The current exhibition at the Ucross Foundation Gallery,  “Marking Time,” is a collection of artwork of the two recent Native American Fellowship recipients, Luzene Hill, and Heidi Brandow. The exhibit is to bring attention, via the art, to missing and abused Native American Women.              Hill, a multimedia artist best known for her socially engaged conceptual installations and performances, and is an enrolled member of the Eastern Band of Cherokee Indian.             Brandow, a multi-disciplinary artist with an active painting, printmaking, and social-engagement. She hails from a long line of Native Hawaiian singers, musicians, and traditional dancers on her mother’s side, and Diné storytellers and medicine people on her father’s side.      

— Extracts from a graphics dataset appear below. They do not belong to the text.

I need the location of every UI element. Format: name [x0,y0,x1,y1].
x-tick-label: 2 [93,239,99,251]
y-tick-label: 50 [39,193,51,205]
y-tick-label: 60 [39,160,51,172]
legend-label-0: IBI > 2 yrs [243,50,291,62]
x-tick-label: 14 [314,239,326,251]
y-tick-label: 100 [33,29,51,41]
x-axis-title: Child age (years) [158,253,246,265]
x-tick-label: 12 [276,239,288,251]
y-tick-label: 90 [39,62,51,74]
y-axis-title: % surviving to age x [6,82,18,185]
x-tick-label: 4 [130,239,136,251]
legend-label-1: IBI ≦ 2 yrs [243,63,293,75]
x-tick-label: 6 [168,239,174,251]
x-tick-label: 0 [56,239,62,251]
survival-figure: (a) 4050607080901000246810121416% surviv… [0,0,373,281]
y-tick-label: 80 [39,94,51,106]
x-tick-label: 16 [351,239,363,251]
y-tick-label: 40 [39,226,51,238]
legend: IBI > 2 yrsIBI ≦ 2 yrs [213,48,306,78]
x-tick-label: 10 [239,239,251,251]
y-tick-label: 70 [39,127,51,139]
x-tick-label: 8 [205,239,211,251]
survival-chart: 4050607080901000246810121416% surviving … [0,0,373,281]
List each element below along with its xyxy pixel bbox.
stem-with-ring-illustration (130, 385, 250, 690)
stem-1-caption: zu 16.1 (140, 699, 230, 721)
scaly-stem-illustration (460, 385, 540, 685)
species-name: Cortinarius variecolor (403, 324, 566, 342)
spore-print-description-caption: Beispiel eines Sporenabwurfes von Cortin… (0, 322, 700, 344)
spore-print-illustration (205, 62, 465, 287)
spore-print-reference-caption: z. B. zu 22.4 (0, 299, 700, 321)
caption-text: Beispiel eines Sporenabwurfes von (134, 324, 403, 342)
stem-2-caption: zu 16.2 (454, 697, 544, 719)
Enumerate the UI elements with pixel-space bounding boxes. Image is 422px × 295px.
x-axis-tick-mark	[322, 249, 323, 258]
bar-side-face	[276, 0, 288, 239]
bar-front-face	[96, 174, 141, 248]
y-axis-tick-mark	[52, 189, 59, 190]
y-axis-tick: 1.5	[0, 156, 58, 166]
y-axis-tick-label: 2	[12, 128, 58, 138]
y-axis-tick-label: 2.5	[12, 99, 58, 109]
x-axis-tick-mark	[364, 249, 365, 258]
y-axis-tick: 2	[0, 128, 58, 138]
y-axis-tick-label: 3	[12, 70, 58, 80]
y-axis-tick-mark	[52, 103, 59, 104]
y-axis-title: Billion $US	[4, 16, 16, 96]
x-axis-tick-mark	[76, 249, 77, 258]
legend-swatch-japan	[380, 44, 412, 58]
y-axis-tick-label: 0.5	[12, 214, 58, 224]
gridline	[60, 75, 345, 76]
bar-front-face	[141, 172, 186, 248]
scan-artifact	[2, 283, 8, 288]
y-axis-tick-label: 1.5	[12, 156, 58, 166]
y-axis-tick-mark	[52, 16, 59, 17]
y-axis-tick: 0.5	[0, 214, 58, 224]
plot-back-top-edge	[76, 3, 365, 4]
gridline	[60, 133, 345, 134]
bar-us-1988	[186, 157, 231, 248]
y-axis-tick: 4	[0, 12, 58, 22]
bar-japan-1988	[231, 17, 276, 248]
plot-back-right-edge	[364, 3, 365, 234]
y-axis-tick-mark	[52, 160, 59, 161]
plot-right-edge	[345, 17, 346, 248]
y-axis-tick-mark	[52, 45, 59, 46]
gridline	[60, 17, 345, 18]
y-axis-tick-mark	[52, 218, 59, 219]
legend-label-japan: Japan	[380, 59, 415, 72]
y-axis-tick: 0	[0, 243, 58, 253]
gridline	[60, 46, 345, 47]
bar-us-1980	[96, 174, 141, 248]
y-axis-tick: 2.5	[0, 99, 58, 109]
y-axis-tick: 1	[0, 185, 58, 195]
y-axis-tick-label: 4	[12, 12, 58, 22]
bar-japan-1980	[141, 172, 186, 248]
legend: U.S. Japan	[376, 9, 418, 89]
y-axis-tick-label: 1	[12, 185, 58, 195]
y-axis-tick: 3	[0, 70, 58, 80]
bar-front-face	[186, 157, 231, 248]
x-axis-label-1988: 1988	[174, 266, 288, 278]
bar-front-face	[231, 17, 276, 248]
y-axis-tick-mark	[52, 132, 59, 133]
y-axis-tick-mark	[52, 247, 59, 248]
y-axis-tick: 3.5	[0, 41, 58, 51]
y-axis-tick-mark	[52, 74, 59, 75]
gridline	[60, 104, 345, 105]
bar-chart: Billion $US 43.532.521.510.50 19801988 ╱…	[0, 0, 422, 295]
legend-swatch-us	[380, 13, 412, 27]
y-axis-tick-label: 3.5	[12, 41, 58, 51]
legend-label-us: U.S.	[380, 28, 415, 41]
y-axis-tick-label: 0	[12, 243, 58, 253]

Podcast addresses the elephant on the Plaza

.... .... .... .... .... .... .... .... .... .... .... .... .... .... .... .... .... .... ‘Unsettled’ podcast producers Diego Medina, left, and Christian Gering, right, with interviewee Artemisio Romero y Carver at the Cross of the Martyrs in Fort Marcy Park. (Courtesy of Alicia Inez Guzmán) Copyright © 2021 Albuquerque Journal To paraphrase Walt Whitman, the controversial Soldiers’ Monument obelisk that stood in the center of Santa Fe Plaza for 152 years loomed large and contained multitudes. A time capsule buried beneath it included local newspapers and Masonic artifacts. A plaque on its base once celebrated the heroes who had fallen in battles with “savage Indians” in the New Mexico Territory. Calls for the monument’s removal based on its offensive language and what the obelisk represented date back at least to the 1950s.

Rest in pieces

Photography by Don J. Usner When Indigenous Peoples’ Day arrived, the sun cast a low, warm light on the obelisk. The Soldiers’ Monument, as it’s officially known, was already looking somewhat besieged as a crowd began to gather around it for a third day of demonstrations. The tip of the 33-foot structure a presence in the Santa Fe Plaza for 152 years had been removed months earlier by contractors in the middle of the night. There was still the vague silhouette of red spray paint marks left by protesters that couldn’t be scrubbed from one of its four sides. And one of the marble tablets at the obelisk’s base was entirely busted. It had once read: “To the heroes who have fallen in the various battles with savage Indians in the territory of New Mexico.” In the 1970s, an Indigenous man chiseled out the word “savage” in broad daylight. In its place, others had written new adjectives like “resilient.” Now, the entire inscription was illegible.